On the differences she has noticed between her daughters' teen years and her own

There is so much more acceptance now. And there was so much shame when I was growing up — the shame of having to hide liking somebody; having to hide liking somebody who's the same sex as you; having to try to assimilate and hide who you are and the origins of who you are; having to hide your age. All of that. And I don't think that my daughters are growing up with that at all. ...

But at the same token, I would say it's almost more difficult, because when I was growing up, you could be bullied at school, somebody could pass you a note, somebody could physically do something to you, but you could go home. Now it continues in your phone. ...

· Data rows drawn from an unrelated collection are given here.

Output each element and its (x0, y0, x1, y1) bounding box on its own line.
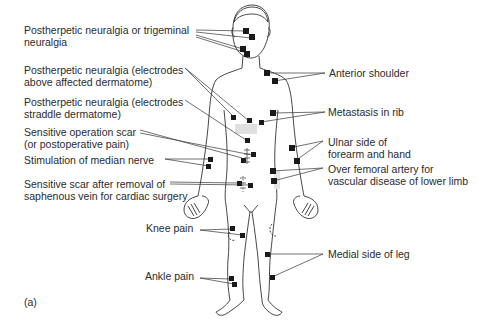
label-medial-side-leg: Medial side of leg (328, 248, 410, 260)
label-anterior-shoulder: Anterior shoulder (329, 67, 409, 79)
label-ulnar-forearm-hand: Ulnar side of forearm and hand (328, 136, 411, 160)
label-operation-scar: Sensitive operation scar (or postoperati… (24, 126, 136, 150)
label-median-nerve: Stimulation of median nerve (24, 154, 154, 166)
label-femoral-artery: Over femoral artery for vascular disease… (328, 163, 468, 187)
label-postherpetic-straddle-dermatome: Postherpetic neuralgia (electrodes strad… (24, 96, 183, 120)
panel-label: (a) (24, 296, 37, 308)
label-ankle-pain: Ankle pain (145, 270, 194, 282)
label-postherpetic-above-dermatome: Postherpetic neuralgia (electrodes above… (24, 64, 183, 88)
label-knee-pain: Knee pain (146, 222, 193, 234)
label-trigeminal-neuralgia: Postherpetic neuralgia or trigeminal neu… (24, 24, 189, 48)
label-metastasis-rib: Metastasis in rib (328, 106, 404, 118)
label-saphenous-scar: Sensitive scar after removal of saphenou… (24, 178, 187, 202)
electrode-pads (206, 28, 300, 287)
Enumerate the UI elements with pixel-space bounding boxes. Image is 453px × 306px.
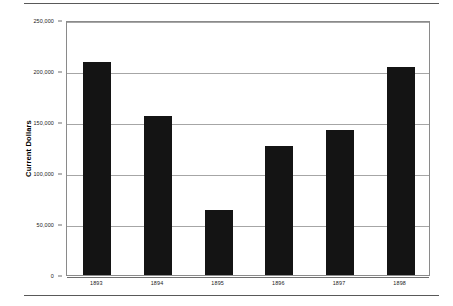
bar-1897: [326, 130, 354, 275]
gridline: [67, 277, 429, 278]
y-axis-tick-mark: [58, 276, 62, 277]
y-axis-tick-mark: [58, 123, 62, 124]
y-axis-tick-mark: [58, 174, 62, 175]
x-axis-tick-label: 1894: [151, 280, 164, 286]
x-axis-tick-label: 1895: [211, 280, 224, 286]
x-axis-tick-label: 1893: [90, 280, 103, 286]
bar-1896: [265, 146, 293, 275]
y-axis-tick-label: 200,000: [33, 69, 54, 75]
x-axis-tick-label: 1896: [272, 280, 285, 286]
x-axis-tick-label: 1898: [393, 280, 406, 286]
y-axis-tick-label: 150,000: [33, 120, 54, 126]
bar-1895: [205, 210, 233, 275]
y-axis-tick-mark: [58, 21, 62, 22]
y-axis-tick-mark: [58, 72, 62, 73]
bar-series: [67, 22, 429, 275]
bar-1894: [144, 116, 172, 275]
y-axis-tick-label: 100,000: [33, 171, 54, 177]
x-axis-tick-labels: 189318941895189618971898: [66, 280, 430, 292]
bar-1893: [83, 62, 111, 275]
bottom-horizontal-rule: [24, 295, 439, 296]
x-axis-tick-label: 1897: [333, 280, 346, 286]
top-horizontal-rule: [24, 3, 439, 4]
plot-area: [66, 21, 430, 276]
y-axis-tick-labels: 050,000100,000150,000200,000250,000: [0, 21, 62, 276]
bar-chart-figure: Current Dollars 050,000100,000150,000200…: [0, 0, 453, 306]
y-axis-tick-label: 0: [51, 273, 54, 279]
y-axis-tick-mark: [58, 225, 62, 226]
y-axis-tick-label: 250,000: [33, 18, 54, 24]
y-axis-tick-label: 50,000: [37, 222, 54, 228]
bar-1898: [387, 67, 415, 275]
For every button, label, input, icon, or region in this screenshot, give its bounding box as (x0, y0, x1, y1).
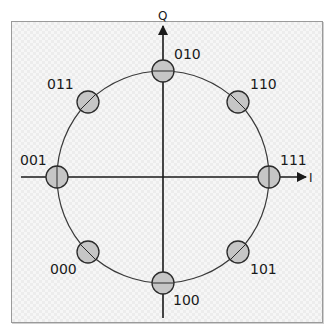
constellation-point-001: 001 (20, 152, 68, 188)
constellation-diagram: I Q 111 110 010 011 001 000 100 (0, 0, 333, 332)
point-label-111: 111 (280, 152, 307, 168)
point-label-011: 011 (47, 76, 74, 92)
point-label-000: 000 (50, 261, 77, 277)
i-axis-label: I (309, 171, 313, 185)
q-axis-label: Q (158, 9, 167, 23)
constellation-point-011: 011 (47, 76, 99, 113)
point-label-001: 001 (20, 152, 47, 168)
constellation-point-100: 100 (152, 272, 200, 308)
constellation-point-110: 110 (227, 76, 277, 113)
constellation-point-010: 010 (152, 46, 201, 82)
constellation-point-101: 101 (227, 241, 277, 277)
point-label-100: 100 (173, 292, 200, 308)
point-label-110: 110 (250, 76, 277, 92)
constellation-point-111: 111 (258, 152, 307, 188)
constellation-point-000: 000 (50, 241, 99, 277)
point-label-101: 101 (250, 261, 277, 277)
point-label-010: 010 (174, 46, 201, 62)
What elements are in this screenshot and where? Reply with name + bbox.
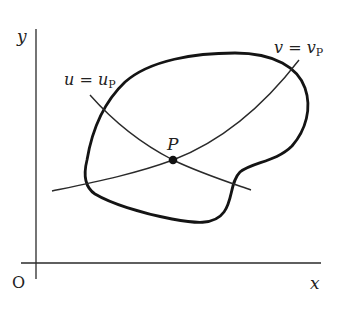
u-curve-label-var: u (64, 70, 74, 89)
u-curve-label-sub: P (108, 78, 116, 91)
origin-label: O (12, 273, 25, 292)
point-p-dot (169, 156, 178, 165)
coordinate-diagram: y x O P u = uP v = vP (0, 0, 346, 313)
x-axis-label: x (310, 273, 320, 293)
point-p-label: P (166, 134, 179, 154)
v-curve-label-var: v (274, 38, 283, 57)
u-curve-label-rhs: u (98, 70, 108, 89)
region-boundary (85, 53, 308, 222)
y-axis-label: y (16, 26, 27, 46)
v-curve-label: v = vP (274, 38, 324, 59)
v-curve-label-sub: P (316, 46, 324, 59)
v-curve-label-eq: = (283, 38, 307, 57)
v-curve-label-rhs: v (307, 38, 316, 57)
u-curve-label: u = uP (64, 70, 116, 91)
u-curve-label-eq: = (74, 70, 98, 89)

Everybody's measuring themselves up to each other, and it's absolutely devastating. Because there is so much acceptance, yet all of these kids who are so beautiful and fluid and not claiming any sexuality or gender — they're so open — they're looking at each other's Instagrams and Snapchats, and they're comparing themselves, which is just poison.

Lauren Krenzel and Thea Chaloner produced and edited this interview for broadcast. Bridget Bentz, Seth Kelley and Beth Novey adapted it for the Web.

Copyright 2021 Fresh Air. To see more, visit Fresh Air.

Combine an intelligent interviewer with a roster of guests that, according to the Chicago Tribune, would be prized by any talk-show host, and you're bound to get an interesting conversation. Fresh Air interviews, though, are in a category by themselves, distinguished by the unique approach of host and executive producer Terry Gross. "A remarkable blend of empathy and warmth, genuine curiosity and sharp intelligence," says the San Francisco Chronicle.